The Polar Bear & The Canary

Due to the climate change all over the world, the polar bears are facing the heat too. Polar Bears are the world’s largest land predator. They can travel up to a 1000 miles searching for food. Polar bears are mainly concentrated in North Canada, the Arctic and around the North Pole. Researchers estimate that around 30,000 Polar bears are present in the world – the number can vary a lot as polar bears are hard to count and at times, hard to find too.

Unlike other bear species, Polar bears are exclusively carnivores. Their main prey are the ringed and bearded seals. This is because they need the fat to survive the harsh climate. Polar bears spend over 50% of their time hunting for food, but less than 2% of their hunts are successful.

Due to the sinking ice caps, the polar bears natural habitat is being diminished. Not only are they finding it hard to catch prey, they are also facing problems places to live. Polar bears are not amphibians and cannot survive in water and they need ice to stand on when catching seals.

The polar bears were the first species that were listed as endangered due to global warming by the U.S. Endangered Species Act. The polar bears were listed because of the ongoing loss of their habitat on a critical level.

The sea ice are disappearing for a longer period of time every year. The polar bears are thus getting insufficient time to hunt and before long the winter sets in. Polar bears can only survive in areas where the oceans freeze, allowing them to hunt seals living under, on, or in the frozen polar ice cap. Due to the lack of food, its been reported that Polar Bears are resorting to cannibalistic behaviour, further reducing their numbers.

In 2011, it was reported that a female polar bear reportedly swam for nine days – nonstop-across the Beaufort Sea before reaching an ice floe, costing her 22 percent of her weight and her cub. If this rampant burning of fossil fuel and emission of greenhouse gases continue, the polar bears would soon become extinct.

The polar bear is the proverbial “canary in the cryosphere” of the serious threat global warming poses to wildlife species around the world, unless we take immediate and significant action to reduce greenhouse gas pollution.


An exact reprint of every record below is required, with the pictures left out.

------ Stored data ------

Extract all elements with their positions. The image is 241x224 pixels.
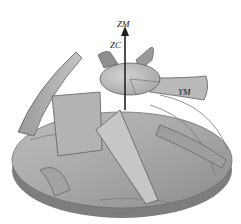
impeller-render: ZM ZC YM <box>0 0 241 224</box>
hub <box>100 63 160 95</box>
axis-label-zm: ZM <box>117 20 130 29</box>
impeller-model <box>0 0 241 224</box>
axis-label-ym: YM <box>178 88 191 97</box>
axis-label-zc: ZC <box>110 41 121 50</box>
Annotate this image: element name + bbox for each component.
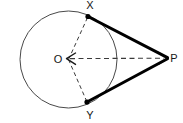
point-marker-x [85,14,90,19]
radius-ox-dashed-line [69,17,89,60]
tangent-segment-yp [87,59,168,102]
geometry-canvas: X O Y P [0,0,183,123]
tangent-segment-xp [88,17,168,58]
label-point-y: Y [86,109,94,121]
label-point-x: X [86,0,94,11]
radius-oy-dashed-line [69,60,88,103]
label-point-p: P [170,52,177,64]
geometry-figure: X O Y P [0,0,183,123]
label-point-o: O [54,53,63,65]
point-marker-y [84,99,89,104]
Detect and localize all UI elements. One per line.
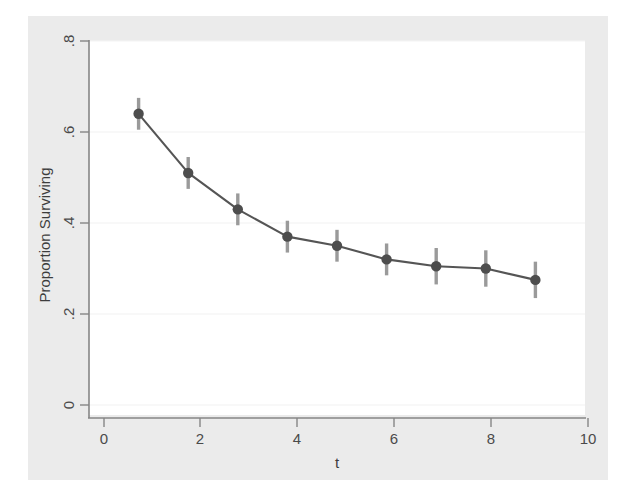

------

● Task answer:
Extract all elements with their positions. The image is 241x224 pixels.
impeller-render: ZM ZC YM <box>0 0 241 224</box>
hub <box>100 63 160 95</box>
axis-label-zm: ZM <box>117 20 130 29</box>
impeller-model <box>0 0 241 224</box>
axis-label-ym: YM <box>178 88 191 97</box>
axis-label-zc: ZC <box>110 41 121 50</box>
Annotate this image: element name + bbox for each component.
point-marker-x [85,14,90,19]
radius-ox-dashed-line [69,17,89,60]
tangent-segment-yp [87,59,168,102]
geometry-canvas: X O Y P [0,0,183,123]
tangent-segment-xp [88,17,168,58]
label-point-y: Y [86,109,94,121]
label-point-x: X [86,0,94,11]
radius-oy-dashed-line [69,60,88,103]
label-point-p: P [170,52,177,64]
geometry-figure: X O Y P [0,0,183,123]
label-point-o: O [54,53,63,65]
point-marker-y [84,99,89,104]
Detect and localize all UI elements. One per line.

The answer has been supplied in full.